Thursday, September 22, 2016

“The house that Ed built... The home that “Mickey” made...

      “Home is where one starts from.” – T.S. Eliot


I was about four years old when I ran into the kitchen and said to my mother, “I don’t want to play in my room.  I hate it here.  I am going to run away!”  As I went for a tiny suitcase, Mom said, “You can run away, just don’t leave the yard.”  That’s when I learned about home and that’s when I realized that my parents were a lot smarter than I would ever give them credit for until now.
Our family home was sold this week.  My father built the house piece by piece, section by section while Mom raised my two sisters, thirteen months apart.  I was the surprise eight years later.  In the 50’s and 60’s, our home was as normal and at times not so normal as anyone else’s.  I can remember my mother cooking and baking each, and I do mean EACH and every day.  I will always remember the couch in the living room where she taught each of us how to knit, crochet and of course there were always books and magazines to read on the coffee table.  My mother would also sit in her rocking chair and quilt.  Every stitch was carefully done.  I learned patience and perseverance watching her.  To this day, I still cannot figure out how she had the patience to finish every single project.  I still have the quilt she made me before I left for college.  I was instructed to wrap myself with it whenever I got lonely.  I did.
Before the closing, as we were cleaning out the house, the kitchen table, still with the marks of homework done each and every night.  My grandmother taught Mom how to make strudel so in the fall, if we were lucky, Mom would be stretching out strudel dough, across that table, and a true authentic Austrian strudel was born.

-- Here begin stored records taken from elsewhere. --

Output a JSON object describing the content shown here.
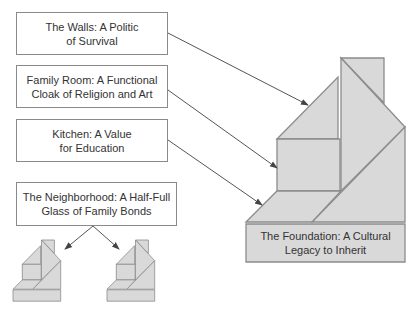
{
  "colors": {
    "fill": "#d9d9d9",
    "stroke": "#8c8c8c",
    "arrow": "#555555",
    "text": "#333333",
    "box_border": "#8a8a8a"
  },
  "labels": [
    {
      "id": "walls",
      "line1": "The Walls: A Politic",
      "line2": "of Survival",
      "x": 16,
      "y": 12,
      "w": 152,
      "h": 43
    },
    {
      "id": "family-room",
      "line1": "Family Room: A Functional",
      "line2": "Cloak of Religion and Art",
      "x": 16,
      "y": 65,
      "w": 152,
      "h": 43
    },
    {
      "id": "kitchen",
      "line1": "Kitchen: A Value",
      "line2": "for Education",
      "x": 16,
      "y": 119,
      "w": 152,
      "h": 43
    },
    {
      "id": "neighborhood",
      "line1": "The Neighborhood: A Half-Full",
      "line2": "Glass of Family Bonds",
      "x": 16,
      "y": 182,
      "w": 161,
      "h": 44
    }
  ],
  "foundation": {
    "line1": "The Foundation: A Cultural",
    "line2": "Legacy to Inherit"
  },
  "house": {
    "origin": [
      246,
      58
    ],
    "pieces": [
      {
        "name": "chimney",
        "points": [
          [
            95,
            0
          ],
          [
            138,
            0
          ],
          [
            138,
            45
          ]
        ]
      },
      {
        "name": "roof-left",
        "points": [
          [
            31,
            81
          ],
          [
            92,
            19
          ],
          [
            92,
            81
          ]
        ]
      },
      {
        "name": "family-room-block",
        "points": [
          [
            31,
            81
          ],
          [
            94,
            81
          ],
          [
            94,
            133
          ],
          [
            31,
            133
          ]
        ]
      },
      {
        "name": "center-column",
        "points": [
          [
            95,
            0
          ],
          [
            159,
            69
          ],
          [
            95,
            133
          ]
        ]
      },
      {
        "name": "right-lower",
        "points": [
          [
            159,
            69
          ],
          [
            159,
            164
          ],
          [
            66,
            164
          ]
        ]
      },
      {
        "name": "kitchen-step",
        "points": [
          [
            0,
            164
          ],
          [
            31,
            133
          ],
          [
            95,
            133
          ],
          [
            66,
            164
          ]
        ]
      },
      {
        "name": "foundation-block",
        "points": [
          [
            0,
            166
          ],
          [
            159,
            166
          ],
          [
            159,
            204
          ],
          [
            0,
            204
          ]
        ]
      }
    ]
  },
  "mini_houses": [
    {
      "name": "neighbor-house-left",
      "origin": [
        13,
        240
      ],
      "scale": 0.3
    },
    {
      "name": "neighbor-house-right",
      "origin": [
        107,
        240
      ],
      "scale": 0.3
    }
  ],
  "arrows": [
    {
      "name": "walls-arrow",
      "from": [
        168,
        33
      ],
      "to": [
        308,
        105
      ]
    },
    {
      "name": "family-room-arrow",
      "from": [
        168,
        90
      ],
      "to": [
        277,
        168
      ]
    },
    {
      "name": "kitchen-arrow",
      "from": [
        168,
        140
      ],
      "to": [
        262,
        205
      ]
    },
    {
      "name": "neighborhood-arrow-left",
      "from": [
        93,
        226
      ],
      "to": [
        65,
        249
      ]
    },
    {
      "name": "neighborhood-arrow-right",
      "from": [
        93,
        226
      ],
      "to": [
        119,
        249
      ]
    }
  ]
}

My mom spreading the apples, butter, sugar and cinnamon, carefully rolling up the strudel for the pan was a tradition and a treat.  The smells of those strudels are forever ingrained in me, along with homemade bread.  We never went hungry.  The kitchen was Mom’s sphere of influence.  She taught us all to cook at an early age and her legacy continues.  We’re all very competent cooks.  That table was where I was encouraged to write.  It was where my sister painfully tried to help me with Algebra. 
My father would come home from work, wash his hands, crack open a beer and take a Pall Mall cigarette out and sit at the head of the table while Mom took a roast out, and proudly placed it on that table. He would here our stories without judgment.  That table...so many memories.  All the problems of our family and the world were hashed out at that table.  Some of them were solved.  Some definitely were not.  We played cards and my father would secretly hide cards on us, laughing with a huge, glorious grin on his face.  He wanted to see who was paying attention. 
Our home is where I learned to take risks.  My mother watched in horror as I tried to lasso the horse belonging to the farmer that bordered the property by standing on the rock wall tempting him with a carrot.  I wanted to horseback ride like my sisters.  Again, I was four. I learned how to be afraid.  Afraid of disappointing both my parents, I did what was asked...most of the time.  In our home, no one was perfect.  No one ever would be.  
Our home was where I learned to say “Goodbye” when I watched my sisters leave for college and then marry.  I eventually would said, Goodbye” too.  Mom and Dad with their hard earned money sent each of us to college. I hated those first weeks of college and came home and told my father so. He sat on the couch with me and said, “This house, is always open to you Claude.  But I really think you should give college more of a try.”   I finally left the yard.  I would come back but I finally left the yard.
The new owners of our family home will change it.  Reinvent it.  They will make it their home.  Before the closing, I drove over to the house and dropped off the garage door opener.  I took one more look around the house.  The bedroom where Mom would read to me still gave me comfort.  She read to me every night.  When my grandmother came to live with us, this was where she stayed.  Where she stayed until, she passed.  My parents’ bedroom...where I would crawl into bed, afraid of the dark...where they fought...where they planned. ..where Ma would sleep alone after Dad passed.  Try as I might, I will never manage my home as well as they did.  They had the skills that a country’s Great Depression and two world wars create. 
Change is never easy.  In fact it can be terribly painful and then...then there is peace.  Peace that we have done the right things by our loved ones, our parents.  My father would have been proud of what we’ve done with the house and how we have taken care of Mom.  Mom has said, “I did my job.”  She did so and then some.  My father did his job by his family too.  We have the memories to prove it.  Good, bad and ugly...they are our memories and they are ours forever.  How lucky we were and are.